The U.S. Supreme Court reinstated the death penalty for Dzhokhar Tsarnaev, who was convicted of helping to carry out the 2013 Boston Marathon bombings—a narrow ruling that nonetheless speaks volumes about the high court’s attitude toward death sentences, says a Northeastern law professor. The attack, which Tsarnaev was convicted of carrying out with his brother, Tamerlan, killed three people and injured hundreds. The Tsarnaevs detonated two homemade bombs, made of pressure cookers and filled with nails and ball bearings, in the crowds of people watching the annual road race. After the bombs went off, police tracked the brothers throughout Greater  Boston, and Tamerlan was killed in a shootout.

Although Massachusetts abolished the death penalty, Dzhokhar Tsarnaev was convicted on 30 terrorism-related charges and sentenced to death on six of them in federal court.
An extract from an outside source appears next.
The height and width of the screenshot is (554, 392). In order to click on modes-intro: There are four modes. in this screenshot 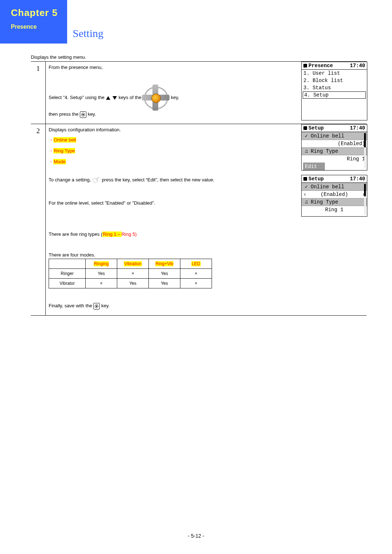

Tsarnaev didn’t contest his guilt but appealed his death sentences.

A three-judge panel of the U.S. Court of Appeals for the First Circuit, in Boston, upheld Tsarnaev’s convictions in 2020 on 27 counts. But the appeals court ruled that his death sentence should be overturned because the trial judge had not questioned jurors closely enough about their exposure to pretrial publicity and had excluded evidence concerning previous criminal behavior of Tamerlan Tsarnaev. In the Supreme Court’s 6-3 ruling, issued last Friday, justices reversed the 2020 ruling that threw out Tsarnaev’s death sentence.